A friend of Christian Porter’s accuser has lodged complaints with the NSW legal watchdog against silk Sue Chrysanthou and Porter’s solicitor, Rebekah Giles, for their conduct in representing the former Attorney-General in his defamation case against the ABC.
Forum Group director Bill Papas intends to return to Australia to face $400 million fraud allegations but doesn’t have the funds for a flight home, his lawyer told the Federal Court Wednesday.
A green activist who filed a group proceeding alleging the government failed to disclose the impacts of climate change to investors in sovereign bonds does not have a common interest with group members and should have her lawsuit declassed, a court has heard.
Confidential portions of the ABC’s defence in the former Attorney-General Christian Porter’s defamation case can be disclosed to the South Australian State Coroner as part of his investigation into the circumstances surrounding the death of Porter’s alleged rape victim.
A witness for two Nine-owned newspapers sued by Ben Roberts-Smith has been accused of fabricating a story that the war veteran kicked his step-uncle off a cliff before ordering him to be shot to gain compensation from the Afghanistan Independent Human Rights Commission.
A judge has grudgingly agreed to allow a law firm to run an investor’s case against S&P Global over ratings on toxic financial products separately from a class action that makes the same claims, but was warned of the “costs consequences” of the parallel proceedings.
The government of the Northern Territory will pay $35 million to settle a class action on behalf of 1,200 young people who allegedly suffered human rights abuses while they were in detention, including excessive force, handcuffing, strip searching and isolation in cells.
A leading silk who has been representing Crown Resorts in royal commission and class action proceedings, as well as ASIC in its high-stakes insider trading case against Westpac, has been elevated to the Victoria Supreme Court.
Australian soldiers who raided a village in Afghanistan were “infidels” and the people they killed were “martyrs”, an Afghan villager related to a man allegedly murdered by veteran Ben Roberts-Smith has told a court.
The Australian Competition and Consumer Commission has appealed a judge’s decision throwing out its competition case over an agreement for the privatisation of two NSW ports, calling the case “a matter of significance for the Australian economy”.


> **Aim of the exercise**:
Work out how many lines in the records contain the word "organism", and give that number alone.

Items from a figure collection
=== Begin Enclosure ===
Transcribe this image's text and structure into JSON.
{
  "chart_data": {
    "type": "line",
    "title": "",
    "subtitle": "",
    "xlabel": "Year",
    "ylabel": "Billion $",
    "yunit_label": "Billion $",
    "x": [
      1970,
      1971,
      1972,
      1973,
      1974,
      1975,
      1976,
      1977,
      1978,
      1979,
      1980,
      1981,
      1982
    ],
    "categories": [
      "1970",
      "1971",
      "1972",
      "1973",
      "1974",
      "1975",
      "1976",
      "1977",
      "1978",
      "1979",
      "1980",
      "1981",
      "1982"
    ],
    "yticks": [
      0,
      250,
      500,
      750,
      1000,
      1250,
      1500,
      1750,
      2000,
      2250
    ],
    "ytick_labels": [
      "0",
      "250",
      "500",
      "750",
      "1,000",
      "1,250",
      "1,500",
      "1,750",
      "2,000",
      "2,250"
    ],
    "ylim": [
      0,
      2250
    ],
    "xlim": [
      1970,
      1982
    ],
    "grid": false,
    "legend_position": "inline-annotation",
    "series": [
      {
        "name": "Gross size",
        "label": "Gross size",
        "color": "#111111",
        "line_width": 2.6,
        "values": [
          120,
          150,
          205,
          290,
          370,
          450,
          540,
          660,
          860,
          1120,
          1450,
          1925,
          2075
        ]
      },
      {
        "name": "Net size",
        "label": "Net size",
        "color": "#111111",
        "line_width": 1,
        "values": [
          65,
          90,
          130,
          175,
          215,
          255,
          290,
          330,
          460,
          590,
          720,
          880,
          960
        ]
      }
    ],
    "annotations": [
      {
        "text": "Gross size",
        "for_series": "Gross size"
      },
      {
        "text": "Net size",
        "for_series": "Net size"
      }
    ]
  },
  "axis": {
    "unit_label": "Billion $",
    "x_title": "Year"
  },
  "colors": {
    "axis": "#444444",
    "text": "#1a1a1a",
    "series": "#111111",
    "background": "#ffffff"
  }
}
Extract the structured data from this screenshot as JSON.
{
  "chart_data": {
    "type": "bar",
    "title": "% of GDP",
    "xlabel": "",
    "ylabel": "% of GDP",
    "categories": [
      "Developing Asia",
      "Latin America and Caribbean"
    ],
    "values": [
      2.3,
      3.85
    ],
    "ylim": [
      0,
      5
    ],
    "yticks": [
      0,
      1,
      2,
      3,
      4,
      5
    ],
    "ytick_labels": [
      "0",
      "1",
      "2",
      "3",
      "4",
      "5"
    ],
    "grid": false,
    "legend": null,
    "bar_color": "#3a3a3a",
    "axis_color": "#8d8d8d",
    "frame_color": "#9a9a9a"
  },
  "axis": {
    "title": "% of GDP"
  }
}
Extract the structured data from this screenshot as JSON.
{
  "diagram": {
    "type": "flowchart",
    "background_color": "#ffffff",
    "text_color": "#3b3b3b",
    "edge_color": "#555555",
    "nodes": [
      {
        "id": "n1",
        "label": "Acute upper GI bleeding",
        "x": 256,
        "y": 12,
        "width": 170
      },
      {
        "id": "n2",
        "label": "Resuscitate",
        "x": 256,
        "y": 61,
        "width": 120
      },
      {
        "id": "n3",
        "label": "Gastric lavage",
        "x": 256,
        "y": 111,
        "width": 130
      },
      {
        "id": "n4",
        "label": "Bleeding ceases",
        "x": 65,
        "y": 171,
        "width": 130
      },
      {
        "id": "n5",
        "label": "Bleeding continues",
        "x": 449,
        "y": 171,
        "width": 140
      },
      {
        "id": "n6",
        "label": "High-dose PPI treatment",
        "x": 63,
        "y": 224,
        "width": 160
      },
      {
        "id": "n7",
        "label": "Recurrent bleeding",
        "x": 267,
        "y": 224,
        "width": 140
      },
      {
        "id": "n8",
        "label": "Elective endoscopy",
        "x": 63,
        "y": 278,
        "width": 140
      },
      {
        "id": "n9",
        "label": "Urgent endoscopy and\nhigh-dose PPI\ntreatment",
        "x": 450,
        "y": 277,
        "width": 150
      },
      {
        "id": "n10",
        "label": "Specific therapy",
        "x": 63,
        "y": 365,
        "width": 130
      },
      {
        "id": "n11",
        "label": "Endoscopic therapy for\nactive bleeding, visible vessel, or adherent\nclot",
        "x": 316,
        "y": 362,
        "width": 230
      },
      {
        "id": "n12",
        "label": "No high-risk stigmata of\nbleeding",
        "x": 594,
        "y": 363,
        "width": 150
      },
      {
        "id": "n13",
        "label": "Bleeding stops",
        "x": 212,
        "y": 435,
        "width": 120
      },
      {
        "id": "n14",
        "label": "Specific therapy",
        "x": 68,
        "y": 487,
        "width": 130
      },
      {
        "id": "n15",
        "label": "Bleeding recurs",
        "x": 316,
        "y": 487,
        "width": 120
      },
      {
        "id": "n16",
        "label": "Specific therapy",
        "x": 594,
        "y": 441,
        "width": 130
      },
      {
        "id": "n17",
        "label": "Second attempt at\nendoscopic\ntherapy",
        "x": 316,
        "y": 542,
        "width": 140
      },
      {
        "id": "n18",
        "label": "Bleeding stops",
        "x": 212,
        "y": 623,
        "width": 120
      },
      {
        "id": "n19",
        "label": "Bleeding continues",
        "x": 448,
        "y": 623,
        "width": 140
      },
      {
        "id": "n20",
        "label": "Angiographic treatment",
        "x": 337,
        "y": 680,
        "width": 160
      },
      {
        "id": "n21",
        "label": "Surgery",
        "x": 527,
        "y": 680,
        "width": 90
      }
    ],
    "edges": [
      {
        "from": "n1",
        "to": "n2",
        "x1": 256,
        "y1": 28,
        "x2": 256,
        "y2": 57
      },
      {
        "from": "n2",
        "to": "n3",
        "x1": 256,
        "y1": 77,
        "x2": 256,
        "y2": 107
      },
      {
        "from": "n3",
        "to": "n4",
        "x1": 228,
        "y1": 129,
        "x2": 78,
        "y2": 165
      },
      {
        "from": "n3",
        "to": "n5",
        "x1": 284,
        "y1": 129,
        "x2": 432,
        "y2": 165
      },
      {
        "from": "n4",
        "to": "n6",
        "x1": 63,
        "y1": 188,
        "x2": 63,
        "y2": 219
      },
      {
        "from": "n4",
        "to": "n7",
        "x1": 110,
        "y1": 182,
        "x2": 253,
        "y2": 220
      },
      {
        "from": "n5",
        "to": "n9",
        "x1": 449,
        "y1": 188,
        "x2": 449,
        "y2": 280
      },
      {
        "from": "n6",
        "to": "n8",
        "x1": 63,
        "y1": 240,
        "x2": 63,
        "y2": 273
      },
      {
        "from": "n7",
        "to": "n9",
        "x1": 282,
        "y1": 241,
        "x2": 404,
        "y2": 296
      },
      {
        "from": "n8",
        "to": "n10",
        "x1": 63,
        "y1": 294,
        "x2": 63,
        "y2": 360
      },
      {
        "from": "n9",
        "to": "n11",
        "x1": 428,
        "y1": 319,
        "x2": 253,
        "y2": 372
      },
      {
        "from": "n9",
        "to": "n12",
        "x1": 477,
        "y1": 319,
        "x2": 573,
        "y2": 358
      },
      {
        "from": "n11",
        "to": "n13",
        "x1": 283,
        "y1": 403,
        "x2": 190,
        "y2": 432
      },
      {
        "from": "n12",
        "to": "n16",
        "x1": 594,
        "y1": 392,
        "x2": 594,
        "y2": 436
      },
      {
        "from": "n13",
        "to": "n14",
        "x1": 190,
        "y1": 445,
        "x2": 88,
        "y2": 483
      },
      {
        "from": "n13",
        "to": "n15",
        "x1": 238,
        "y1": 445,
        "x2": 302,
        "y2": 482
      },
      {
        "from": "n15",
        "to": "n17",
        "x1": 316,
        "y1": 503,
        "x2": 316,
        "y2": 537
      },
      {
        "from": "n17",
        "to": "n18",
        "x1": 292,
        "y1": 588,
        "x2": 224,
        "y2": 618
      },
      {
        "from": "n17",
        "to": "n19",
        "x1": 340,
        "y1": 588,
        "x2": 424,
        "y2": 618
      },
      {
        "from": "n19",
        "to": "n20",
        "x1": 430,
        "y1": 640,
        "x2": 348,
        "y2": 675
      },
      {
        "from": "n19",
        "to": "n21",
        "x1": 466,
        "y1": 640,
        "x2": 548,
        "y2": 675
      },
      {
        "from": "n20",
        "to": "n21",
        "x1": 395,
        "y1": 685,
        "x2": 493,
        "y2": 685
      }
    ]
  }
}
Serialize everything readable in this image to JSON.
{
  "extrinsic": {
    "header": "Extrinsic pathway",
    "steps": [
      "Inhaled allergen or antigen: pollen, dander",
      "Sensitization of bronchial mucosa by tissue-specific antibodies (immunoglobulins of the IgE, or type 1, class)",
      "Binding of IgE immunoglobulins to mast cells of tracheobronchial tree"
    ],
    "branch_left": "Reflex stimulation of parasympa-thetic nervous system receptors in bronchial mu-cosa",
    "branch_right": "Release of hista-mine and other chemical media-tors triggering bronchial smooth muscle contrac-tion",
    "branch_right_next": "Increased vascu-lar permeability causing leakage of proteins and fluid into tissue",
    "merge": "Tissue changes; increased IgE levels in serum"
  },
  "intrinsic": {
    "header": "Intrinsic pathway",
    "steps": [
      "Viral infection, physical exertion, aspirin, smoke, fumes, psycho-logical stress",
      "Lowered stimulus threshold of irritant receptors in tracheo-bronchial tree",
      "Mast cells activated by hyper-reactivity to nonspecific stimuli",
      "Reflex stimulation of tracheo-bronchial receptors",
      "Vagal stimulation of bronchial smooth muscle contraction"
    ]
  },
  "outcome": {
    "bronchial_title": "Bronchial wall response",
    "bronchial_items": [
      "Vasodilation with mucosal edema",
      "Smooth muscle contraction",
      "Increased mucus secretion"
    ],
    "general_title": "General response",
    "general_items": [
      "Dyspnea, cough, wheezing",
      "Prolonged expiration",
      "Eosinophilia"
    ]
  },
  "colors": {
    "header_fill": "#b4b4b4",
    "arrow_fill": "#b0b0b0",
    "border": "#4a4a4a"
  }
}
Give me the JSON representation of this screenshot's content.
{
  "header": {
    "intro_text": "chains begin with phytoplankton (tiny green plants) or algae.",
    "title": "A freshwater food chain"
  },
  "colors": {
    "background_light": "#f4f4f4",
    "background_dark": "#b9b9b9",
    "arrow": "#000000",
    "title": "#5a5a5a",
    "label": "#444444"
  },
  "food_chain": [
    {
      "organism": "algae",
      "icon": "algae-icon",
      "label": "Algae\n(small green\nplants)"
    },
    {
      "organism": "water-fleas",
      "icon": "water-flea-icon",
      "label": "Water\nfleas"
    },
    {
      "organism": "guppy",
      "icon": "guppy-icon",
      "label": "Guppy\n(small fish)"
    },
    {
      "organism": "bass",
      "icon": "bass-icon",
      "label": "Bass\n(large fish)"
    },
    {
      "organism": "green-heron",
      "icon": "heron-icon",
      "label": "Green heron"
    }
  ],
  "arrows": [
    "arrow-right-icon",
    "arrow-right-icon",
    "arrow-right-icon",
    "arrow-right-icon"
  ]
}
=== End Enclosure ===
> **Response below**:
5